I remember at lunch all the tween girls were braiding each other’s hair and one of them came over and asked if she could touch mine. I have VERY straight.. Very blonde.. Very silky hair. She had never seen anything like it before. Her friends all chimed in saying that she couldn’t ask that. They said how rude she was. I smiled and told her “of course you can.. you’ll never learn about anything new if you can’t experience it.”. The rest of the girls were so excited and they all wanted to take turns brushing and braiding my hair. I didn’t think it weird that they were interested in learning something new. I found it weird that they had never known a white girl who’s hair they could touch. I’d known plenty of people of color in my life in a small town and we all played with each other’s hair.

In fact this wouldn’t be my last conversation about hair with a black girl. About a decade later I was sitting at work and someone had come in with a perm. A friend of mine, thinking out loud said, “how do you get the curl to stay? how come it doesn’t just wash out?” Again.. confusing to me how you can live in this country.. watch all the same TV commercials and not know about general products. I explained to her that we use chemicals similarly to how she used relaxers for her hair to straighten it. Her mouth dropped open. “HOW DO YOU KNOW ABOUT RELAXERS?!?!”, as if it were some top secret information “for black eyes only”. I had no idea how I know about it. I just did. It was part of American culture, therefore part oh MY culture. I didn’t think of it as a black thing or a white thing.. it was just a thing.
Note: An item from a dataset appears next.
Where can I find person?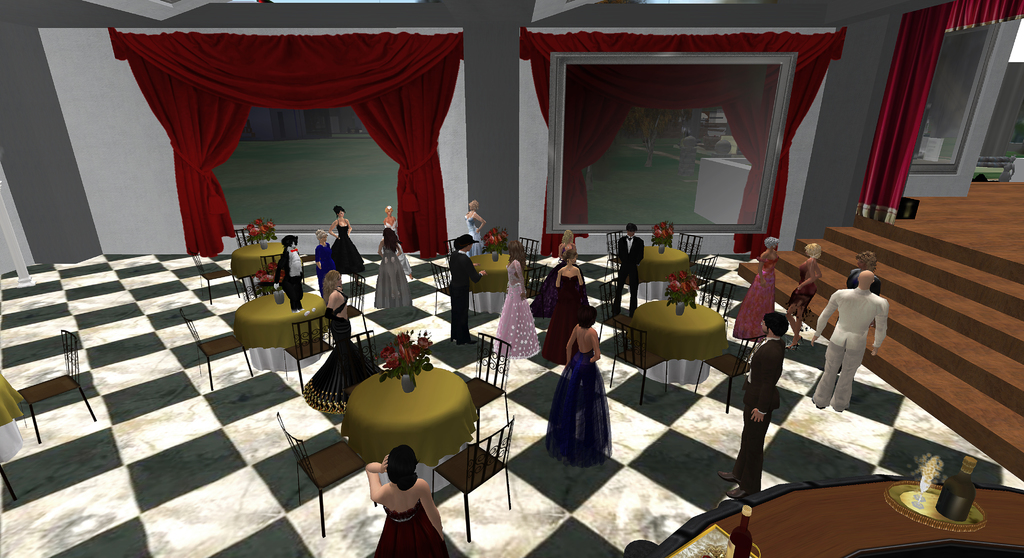
You can find it at bbox=[367, 443, 452, 557].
I have had many conversations like this over the years. I love to read and learn and grow as a person and part of growing is learning about things that don’t revolve around yourself. Things that are important to other people. People just like you who may experience different things. That’s how I was raised. I was raised to not think about race, religion, sexuality, or anything else that may make us different because in the end we’re not. In the end we’re all the same. And, that, I’m told.. is what makes me racist… at least according to my white friends.